Now look at that summary. It’s time to start asking yourself, and your management team, some hard questions:
• Is the income line large enough?
• If something explodes in our faces, do we have enough “margin of error” to cope with the consequences?
• Can we actually put all our plans into action simultaneously, given our resources?
• How realistic have we been?
• Is there any “friction” in our operation that uses resources unnecessarily? How can it be removed? What will those changes
cost, and what will they yield?
The list of questions should also include some about your long-term future, such as:
• Where do we want to be, as a company, in five years? In ten?
• Does this plan help us get far enough down that road? And if not, what more do we need to accomplish?
• Where is our industry headed? What will e-books do to our part of it?
• Are we able to provide value to our readers in the e-book environment?
• What can we do this year to enhance what we will offer to readers in the future?
• What can we do to help our authors become better at promoting their own books? Can we help them help us more in this wired
age and in light of the developments that loom ahead?
When you’ve answered all these questions, and many more of the same ilk, go back and revisit your budget with an eye toward tactics.
• Now that you have goals to meet, how can you make the books you have in the pipeline help you meet them?
• What other types of projects can you add to the pipeline that would help?
• Where would you look for them?
Then, when you are satisfied that you have planned your way to the best possible future for your firm, you need to give yourself a reward and take a small break. There’s more budgeting work to be done (and more to come in this budgeting series), and then there’s the work required to execute your plans. But for now, you’ve done a good job and deserve some downtime.

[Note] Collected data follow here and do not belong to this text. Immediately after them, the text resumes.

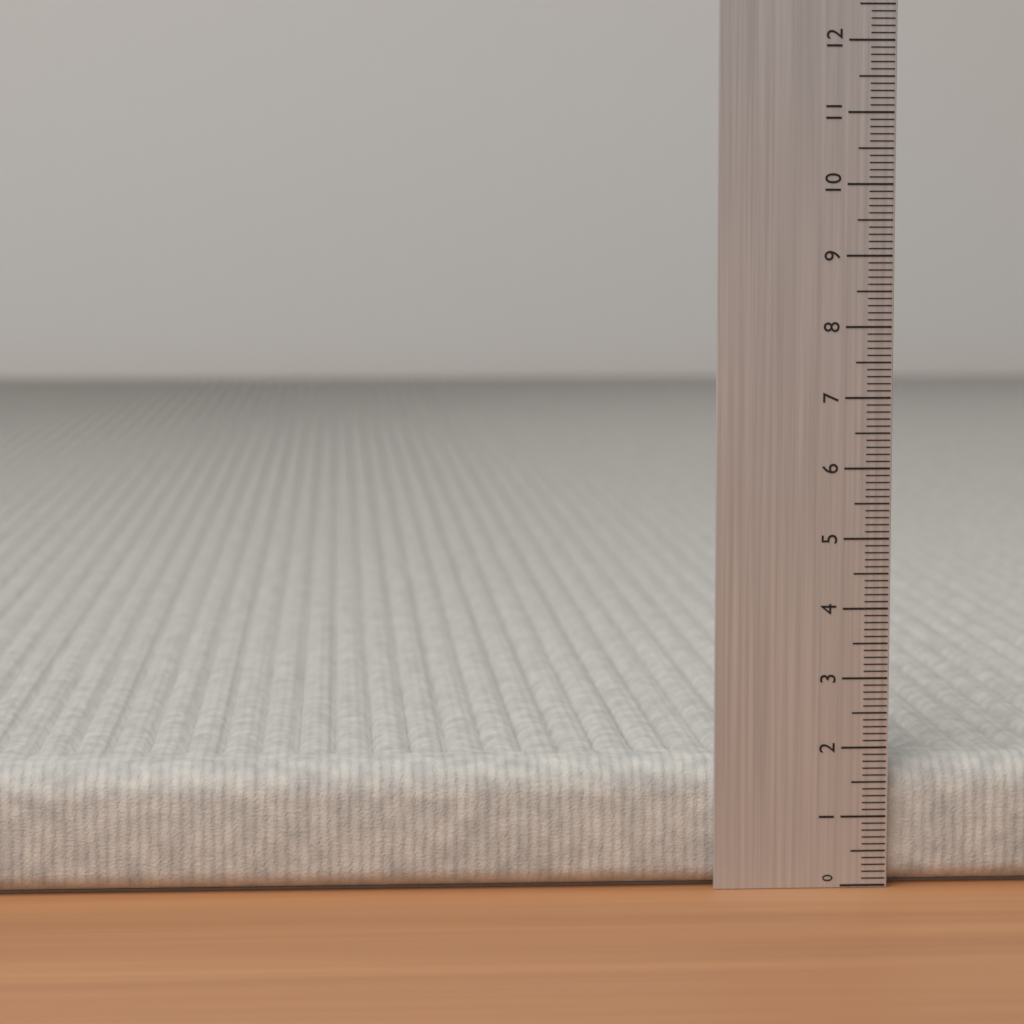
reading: 1.8 (no unit)
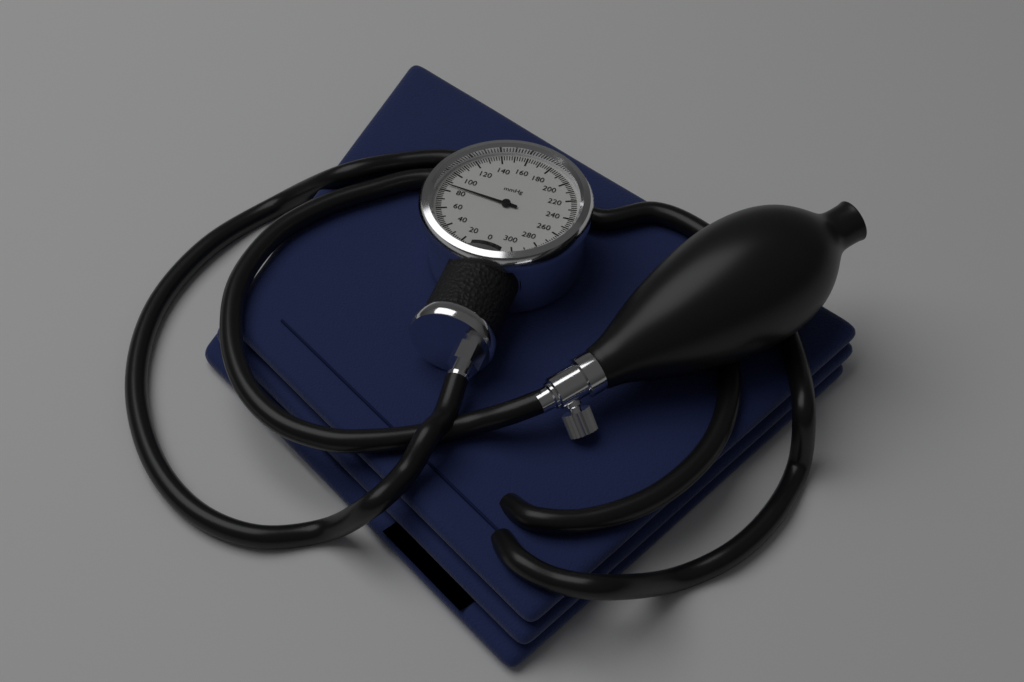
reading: 86 mmHg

Tune in next month for Excel-based tips and tricks that will help you tackle number crunching in an easier and more efficient way. The following month’s article will focus on the cash flow budget, and on making sure that your working capital is sufficient to meet your needs.

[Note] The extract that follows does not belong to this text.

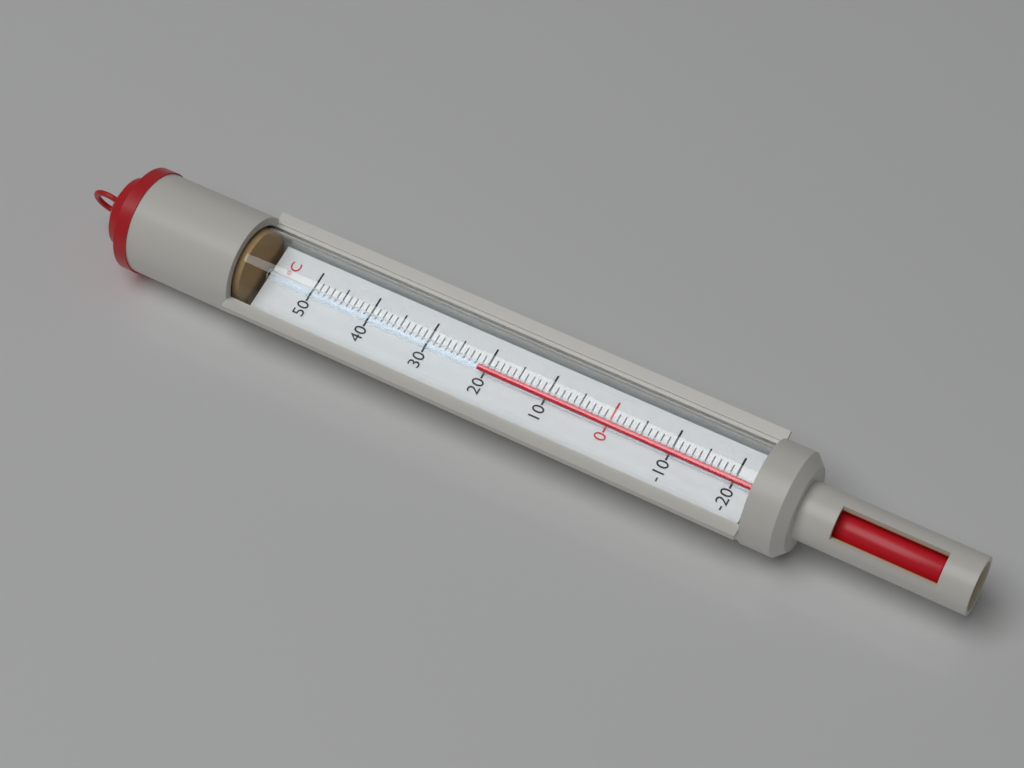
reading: 21 °C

Marion Gropen consults with micro- to medium-sized publishers on financial and operational issues and offers consultations by the question for smaller publishing companies. She recently published the first part of her e-book series, The Profitable Publisher. To learn more, visit GropenAssoc.com. You can reach her, with questions about this article or other publishing issues, at Marion.Gropen@GropenAssoc.com.
A Slot for Subrights
Subrights are often handled as an afterthought to the budgeting process, maybe because the revenues they produce (which can be substantial) pertain to sales but do not pertain to the involved practice of estimating the sales of copies of a book.
When you sell the paperback rights, audio rights, or any other rights to a book’s contents, you split the funds received with the author, but the rest of the money drops, almost untouched, straight through to your bottom line. And subsidiary rights sales can also help you create marketing buzz for your books. .
For budgeting purposes, you can project subrights sales in two ways: either as a fraction of the total sales projected for your frontlist, or on a title-by-title basis. If you choose the latter, I strongly suggest that you reduce the amount projected by at least half, to allow for the fact that not all titles will have rights sales, and for the natural optimism of publishers who fall in love with their own lists.